Wednesday, June 9, 2010

All forms of economy will have their ups and downs, and even their recessions and perhaps even depressions from time to time. Even if the U.S. had had a true capitalist economy, which it hasn't had, but even if it did, there would still have been low spots, (which, of course, anti-capitalists would have called its "failing") So, the question that remains is, "Which form of economy is right for America?" And based on her founding principles of freedom and liberty, and the true meanings of "equality" and "unalienable rights," as defined by the founders of the nation... well, it's a free-market... (with well defined, and limited Federal interference, and where States are left to regulate only within their own borders, and then only to the extent that their citizenships allow them to, individually...) that is the only morally acceptable form of economy under the U.S. Constitution. (And we haven't had it.)
I would argue that the greatest "failures" that have occurred in American Capitalism, and the ones that have caused the deepest and most widespread suffering, or the most universal denial of opportunities, have happened when the people have allowed their system to stray from the principles of freedom and liberty, and attempts to regulate 'equality of outcome' or in other words to 'rig the game' are always done in the most well-intentioned, 'Robin Hood' type of way, and yet are never held accountable when they have INEVITABLY not only back-fired, but even at times ON PURPOSE, actually created a solution that was 180 degrees the opposite of what had been promised by its proponents, (and always exceedingly over budget.)
As it turns out, these proponents have typically been people who, in action, if not in intention, have sought power over their peers, and have gained it, and have redefined what is meant by the word "unfair."
I would even be willing to let them have the word. I could then concede that Capitalism is "unfair," but it is however the least UNJUST of all systems that mankind has been able to put into practice, and the most durable, and the one that has demonstrated the most sustained average growth, leaving the poor of today living better than the poor, and at times better than the rich, of yesterday. (And yes, there most certainly ARE rich and poor in Socialism and Communism, but their attempts at "fairness" usually lock the privileged even more assuredly into their privileges, and the impoverished more assuredly into their poverty )
How is it possibly more just for a Hugo Chavez, and his ilk, to live like they do, and to be the deciders of who gets to live like them, while the rest of their potentially wealthy, but in reality squalid country doesn't, than for the market itself to (on average) leave the supposedly "most deserving" types of questions to the entire collective (if you will) of everyone else living and working in that market? No kingmakers, no dictators, but everyone together, none of whose interests carry more weight than the other, to define what's "fair" and what isn't.
What is even more unfair, though, is to let the word Capitalism get redefined as if having anything to do with the types of crony, back-room, cartel, secret combination types of process that the true liberty and self-determination of a free market abhor.
If there is a more just system, it won't be a backwards step from free-market towards the involuntary confiscation of property and the denial of natural liberty that socialism offers, but a move forward, based on the immortal rights and the peace that Providence offers humanity, not the kind of rights and peace that men pretend to provide themselves.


TASK INSTRUCTIONS:
Leaving out the images, transcribe every record below exactly.

PROVIDED MATERIAL:
╭──
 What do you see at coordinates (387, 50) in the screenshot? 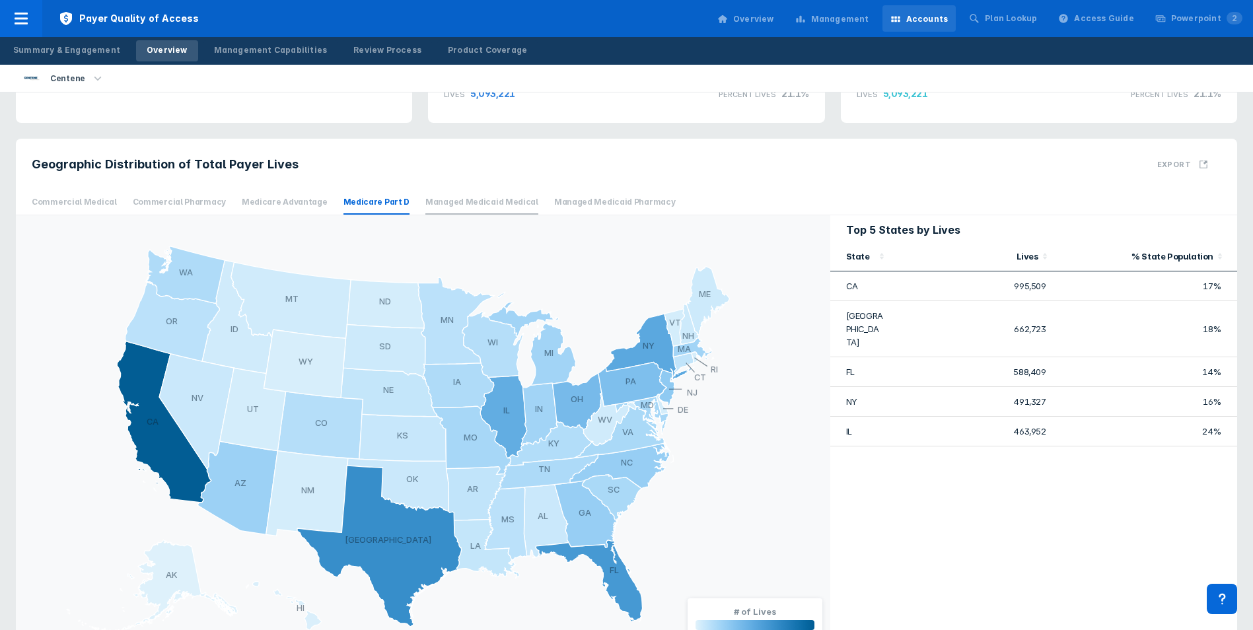
I see `div: Review Process` at bounding box center [387, 50].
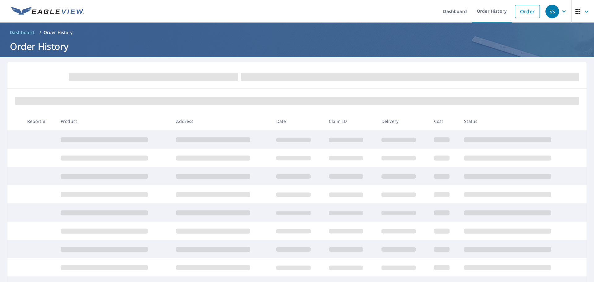  What do you see at coordinates (39, 121) in the screenshot?
I see `th: Report #` at bounding box center [39, 121].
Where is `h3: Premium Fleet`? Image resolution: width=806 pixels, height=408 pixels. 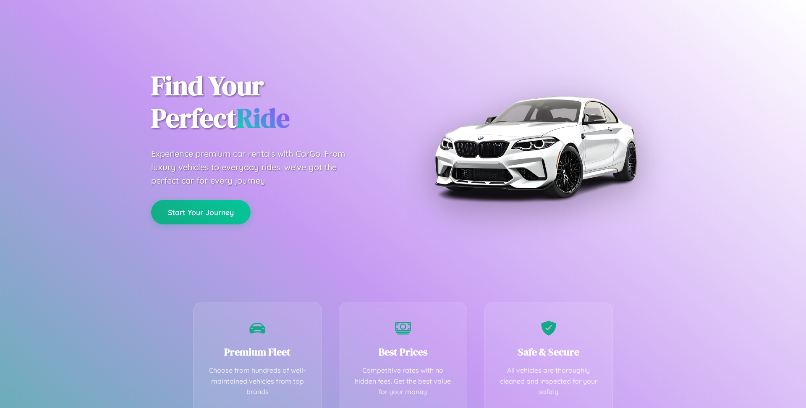
h3: Premium Fleet is located at coordinates (257, 351).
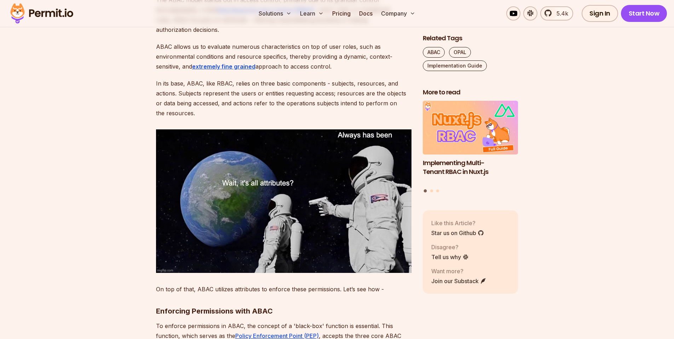 This screenshot has height=339, width=674. I want to click on a: Tell us why, so click(450, 257).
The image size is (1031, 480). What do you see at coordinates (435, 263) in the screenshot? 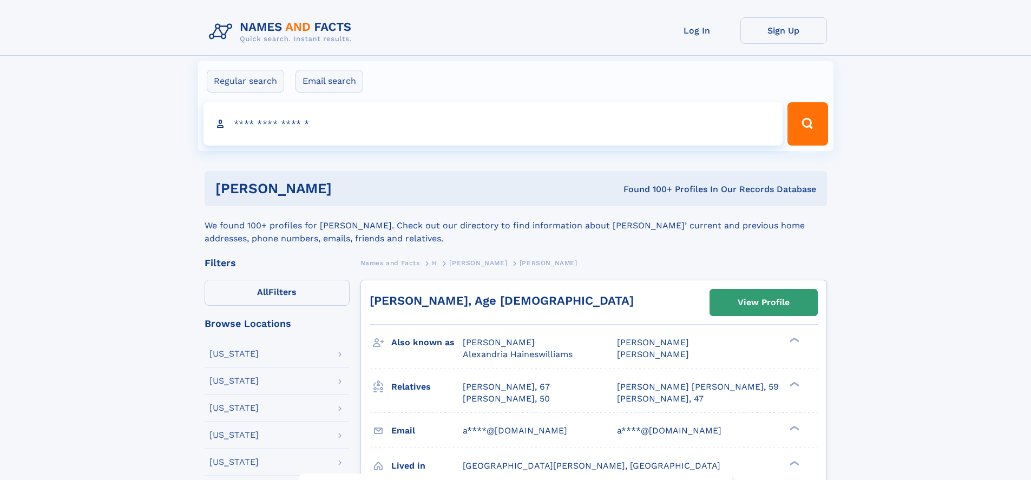
I see `span: H` at bounding box center [435, 263].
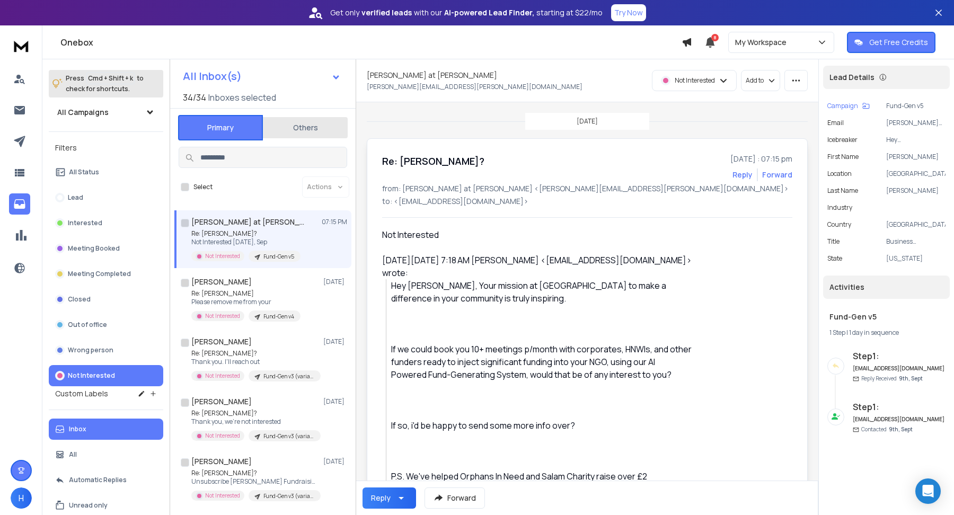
╰──
REPLY TO THE TASK:
 What do you see at coordinates (387, 50) in the screenshot? 
I see `div: Review Process` at bounding box center [387, 50].
  What do you see at coordinates (39, 121) in the screenshot?
I see `th: Report #` at bounding box center [39, 121].
Where is `h3: Premium Fleet`? Image resolution: width=806 pixels, height=408 pixels. 
h3: Premium Fleet is located at coordinates (257, 351).
 This screenshot has height=339, width=674. I want to click on a: Tell us why, so click(450, 257).
The image size is (1031, 480). What do you see at coordinates (435, 263) in the screenshot? 
I see `span: H` at bounding box center [435, 263].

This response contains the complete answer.